When a Brooklyn business owner passes away, his family often expects a seamless transition of wealth. He spent months working with an attorney to draft a revocable living trust, meticulously outlining his generational legacy. Yet, when his children attempt to sell a newly acquired commercial property a year later, the title company halts the transaction. The building was never formally deeded into the trust. Because he lacked a contingency plan to catch this exact error, the family now faces an entirely preventable nine-month detour through Surrogate’s Court.
Clients frequently sit in our Madison Avenue office and ask whether they should get a trust or a will. They view estate planning as a menu where you select one entrée. This is a fundamental misunderstanding of how legal architecture actually functions. The question is not which document to choose, but how these distinct legal instruments must work together to protect your family.
Stewardship.
That is the goal of any deliberate estate plan. To achieve it, we build systems with intentional redundancy. Relying on a trust without the backing of a will is like buying a high-performance car but refusing to wear a seatbelt.
The Custodian and the Catcher’s Mitt
A trust operates as an active custodian for your wealth. It is a legal entity that holds title to your assets, managed by a trustee who owes a strict fiduciary duty to your beneficiaries. When properly funded, a trust allows your family to bypass the public, time-consuming probate process entirely, granting immediate access to capital when you pass.
But human lives are messy, and asset ownership fluctuates. People refinance homes and—at the direction of a bank—temporarily deed the property back into their individual name, then forget to reverse the process. They open new brokerage accounts and fail to name the trust as the owner. They inherit unexpected property from a relative.
If you die with assets held in your individual name, your trust has no legal authority over them. This is where the will acts as a catcher’s mitt. In our practice, we almost never draft a standalone trust without its essential counterpart: a pour-over will.
How New York Law Connects the Two Documents
A pour-over will serves a highly specific function. Rather than distributing your stray assets directly to individual family members, it names your living trust as the sole beneficiary of your probate estate. It instructs your executor to gather any unfunded assets and pour them directly into the trust.
In New York, this mechanism is governed by the Estates, Powers and Trusts Law. Specifically, EPTL § 3-3.7 permits a person to make a valid testamentary disposition—a gift written in a will—to a trust established during their lifetime. This statute creates a bridge between the public probate system and your private trust administration.
Without a pour-over will, any asset left outside your trust falls subject to New York’s default laws of intestacy. The state—not you—decides who inherits the property. This can result in assets passing to estranged relatives or completely disrupting the financial equalization you established for your children inside the trust.
What a Trust Simply Cannot Do
Even if you are ruthlessly disciplined about funding your trust throughout your life, a will handles critical legal realities that a trust cannot legally address. We rely on a last will and testament to accomplish several highly specific tasks:
- Nominate guardians for minor children: A trust dictates how your wealth is managed; a will dictates who raises your children. Surrogate’s Court relies heavily on the nominated guardian outlined in a will. If you only execute a trust, you omit your voice from the most critical decision your family might face.
- Appoint an executor: While a trustee manages the trust, an executor is required to handle your final personal debts, file your final individual tax returns, and close out individual accounts.
- Distribute tangible personal property: While you can assign your grandfather’s watch, a specific painting, or family heirlooms to a trust, doing so is practically cumbersome. A will allows you to leave specific bequests regarding these personal items, keeping them out of the broader trust administration.
Strategic Overlap for Asset Protection
We do not view a will and a trust as competing documents. They are complementary gears in the same machine. This deliberate overlap also provides a defensive perimeter against litigation.
If a disgruntled heir attempts to challenge the validity of your trust—a grueling and expensive undertaking—a properly executed will serves as a secondary barrier. The challenger would have to successfully invalidate both the trust and the will to dismantle your legacy and force an intestate distribution. By layering these documents, we make frivolous family litigation highly unappealing.
Estate planning is not about collecting legal documents. It is about removing the burden of uncertainty from the shoulders of the people you leave behind. Relying on a trust without a will leaves massive gaps in that protection, exposing your family to the exact legal delays you sought to avoid in the first place.
Pull your current estate planning binder and compare the date of your will against the date of your trust. If you have a trust but lack a corresponding pour-over will, or if your documents were drafted years apart and are fundamentally misaligned, your assets remain exposed. To close these gaps in your family’s protection, schedule a 30-minute document alignment review with our legal team.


→ **WHAT TO WORK ON**
Among the entries below, extract exactly the lines that run from the one with "give bounding boxes" through the one with "List every element", both ends included.

→ **DATA UNDER STUDY**
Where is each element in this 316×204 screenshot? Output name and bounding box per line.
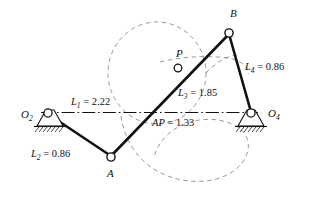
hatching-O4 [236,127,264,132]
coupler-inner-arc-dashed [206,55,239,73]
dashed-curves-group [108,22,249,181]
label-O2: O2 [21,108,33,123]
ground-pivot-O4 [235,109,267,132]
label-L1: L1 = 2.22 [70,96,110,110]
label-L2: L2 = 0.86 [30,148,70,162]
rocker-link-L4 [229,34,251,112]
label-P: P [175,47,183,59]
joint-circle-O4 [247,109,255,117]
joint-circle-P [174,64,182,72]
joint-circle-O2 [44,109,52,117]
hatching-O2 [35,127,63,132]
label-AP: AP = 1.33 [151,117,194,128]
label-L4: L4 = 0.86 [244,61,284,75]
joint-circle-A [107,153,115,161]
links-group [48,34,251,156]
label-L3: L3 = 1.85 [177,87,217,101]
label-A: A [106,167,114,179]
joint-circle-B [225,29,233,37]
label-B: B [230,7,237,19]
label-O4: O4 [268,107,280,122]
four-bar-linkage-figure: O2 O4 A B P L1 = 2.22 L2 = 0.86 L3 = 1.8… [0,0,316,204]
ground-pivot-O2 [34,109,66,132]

* * *

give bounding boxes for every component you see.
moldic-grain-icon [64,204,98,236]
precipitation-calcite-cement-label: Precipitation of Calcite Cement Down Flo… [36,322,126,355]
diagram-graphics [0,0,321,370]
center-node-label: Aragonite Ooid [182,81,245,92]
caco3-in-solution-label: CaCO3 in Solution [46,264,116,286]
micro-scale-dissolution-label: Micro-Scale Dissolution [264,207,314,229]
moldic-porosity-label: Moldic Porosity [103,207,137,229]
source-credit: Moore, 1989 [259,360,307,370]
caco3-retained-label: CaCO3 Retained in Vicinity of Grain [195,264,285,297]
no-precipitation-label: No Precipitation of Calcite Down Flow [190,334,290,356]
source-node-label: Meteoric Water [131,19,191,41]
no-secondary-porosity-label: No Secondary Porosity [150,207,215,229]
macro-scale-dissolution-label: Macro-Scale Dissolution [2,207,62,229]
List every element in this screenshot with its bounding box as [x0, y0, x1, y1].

--

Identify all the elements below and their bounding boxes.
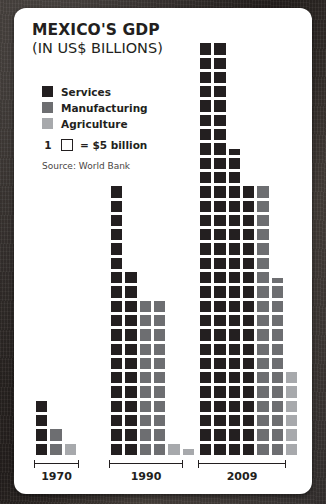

→ **OUTPUT OF THE EXERCISE**
give bounding boxes for every component you see.
moldic-grain-icon [64,204,98,236]
precipitation-calcite-cement-label: Precipitation of Calcite Cement Down Flo… [36,322,126,355]
diagram-graphics [0,0,321,370]
center-node-label: Aragonite Ooid [182,81,245,92]
caco3-in-solution-label: CaCO3 in Solution [46,264,116,286]
micro-scale-dissolution-label: Micro-Scale Dissolution [264,207,314,229]
moldic-porosity-label: Moldic Porosity [103,207,137,229]
source-credit: Moore, 1989 [259,360,307,370]
caco3-retained-label: CaCO3 Retained in Vicinity of Grain [195,264,285,297]
no-precipitation-label: No Precipitation of Calcite Down Flow [190,334,290,356]
source-node-label: Meteoric Water [131,19,191,41]
no-secondary-porosity-label: No Secondary Porosity [150,207,215,229]
macro-scale-dissolution-label: Macro-Scale Dissolution [2,207,62,229]
List every element in this screenshot with its bounding box as [x0, y0, x1, y1].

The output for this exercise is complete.